More to my professional endeavors, however, the subject I have privileged as a teacher-scholar explores the lore cycle of the conjure woman, or black priestess, as an archetype in literature and visual texts.  In 2012, Palgrave McMillan published my first monograph Conjuring Moments in African American Literature: Women, Spirit Work, & Other Such Hoodoo which engages how African American authors have shifted, recycled, and reinvented the conjure woman figure primarily in twentieth century fiction.

I also authored  Envisioning Black Feminist Voodoo Aesthetics: African Spirituality in American Cinema (Lexington 2016) which explores the treatment of the priestess figure in American cinema. My interest in film representations of black women engaged in ‘spirit work’ of the African Diaspora led me to co-edit a collection of essays, The Lemonade Reader on Beyoncé’s visual album, Lemonade (2016).

I’ve taught courses on the Gullah Geechee presence in African American Literature, Folklore of the African Diaspora, Voodoo & Visual Culture, and a new theory—“Conjure Feminism” that I am developing with my colleagues Kinitra D. Brooks (Michigan State University) and LaKisha M. Simmons (University of Michigan).

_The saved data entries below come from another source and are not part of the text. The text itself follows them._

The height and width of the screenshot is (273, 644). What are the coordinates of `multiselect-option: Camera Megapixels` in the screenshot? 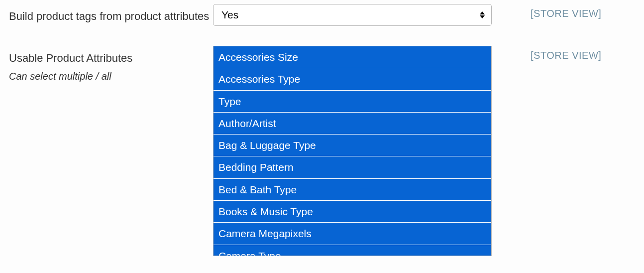 It's located at (352, 234).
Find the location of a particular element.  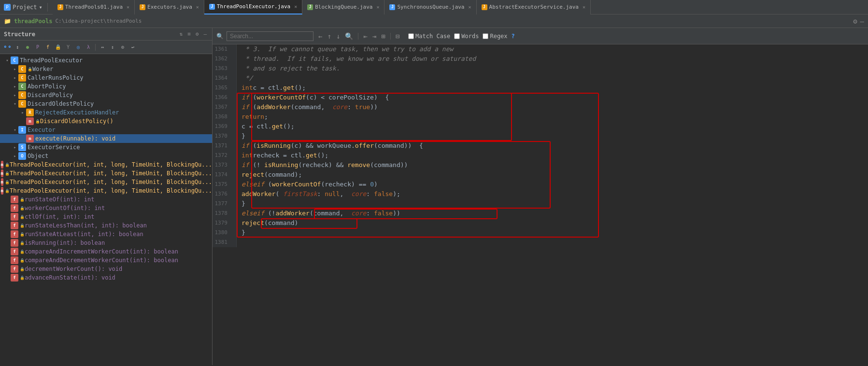

regex-opt: Regex is located at coordinates (495, 36).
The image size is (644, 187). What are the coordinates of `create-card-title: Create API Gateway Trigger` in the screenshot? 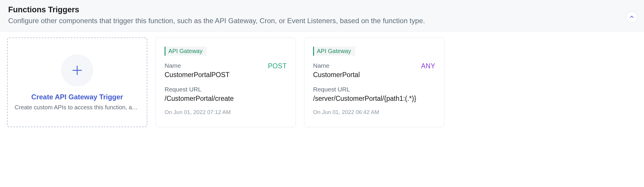 It's located at (77, 97).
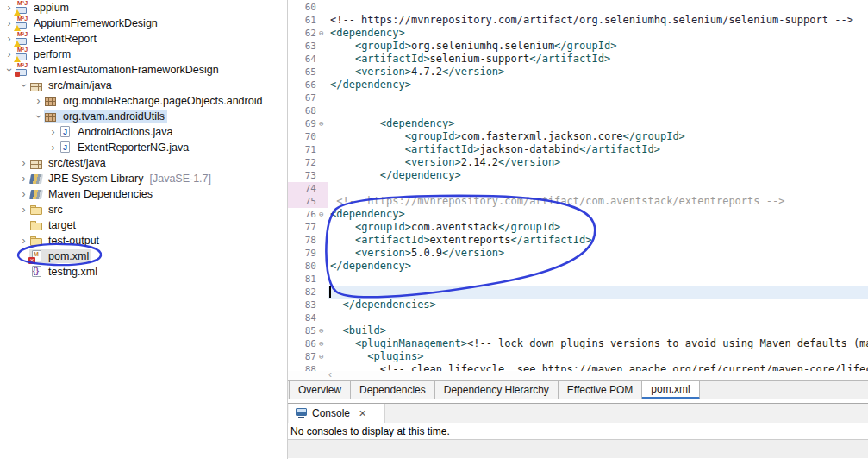 This screenshot has width=868, height=459. I want to click on tab-effective-pom: Effective POM, so click(600, 390).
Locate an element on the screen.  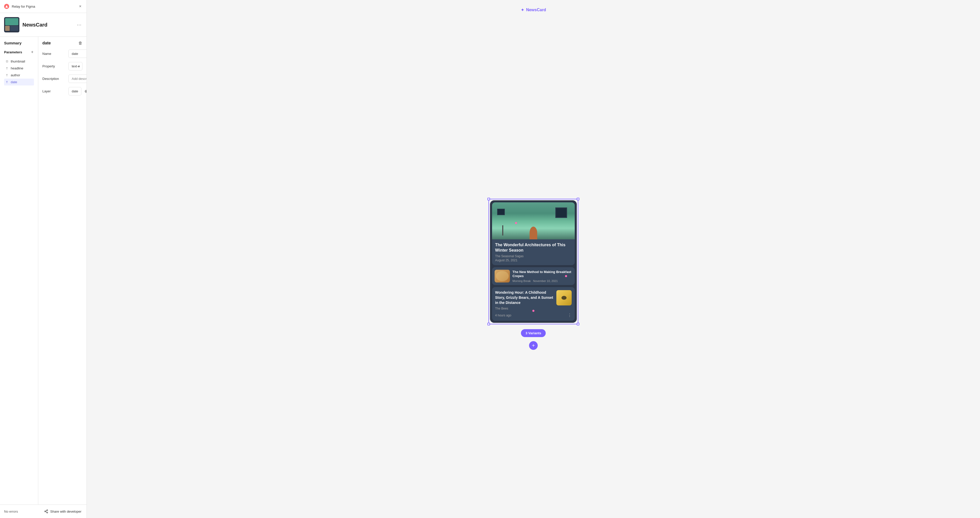
small-article-title: The New Method to Making Breakfast Crepe… is located at coordinates (542, 275).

The conjure, hoodoo, and root medicine traditions of the US South are deeply entwined with the religious, healing, and metaphysical beliefs that enslaved Africans preserved from their ethnic origins on the continent. The conjure woman, I argue, has become a folk hero in the black imagination but to fully understand how that evolution happened I had to turn my attention to rigorous study of West African practices and the process of transculturation that took place at every settlement where enslaved Africans were held in bondage. To understand the African origins and function of practices such as the Ring Shout, making indigo dye, cooking red rice, or weaving sweetgrass baskets is to study and research the ways that enslaved Africans navigated their past with their present in the mundane, daily drudgery of their lives. This, too, is part of the important work being done through the Center for the Study of Slavery in Charleston and I am elated to add to the incredible work being done to foster a deeper understanding of the impact the institution of slavery has had on the everyday lives of people of African descent even in the 21st century.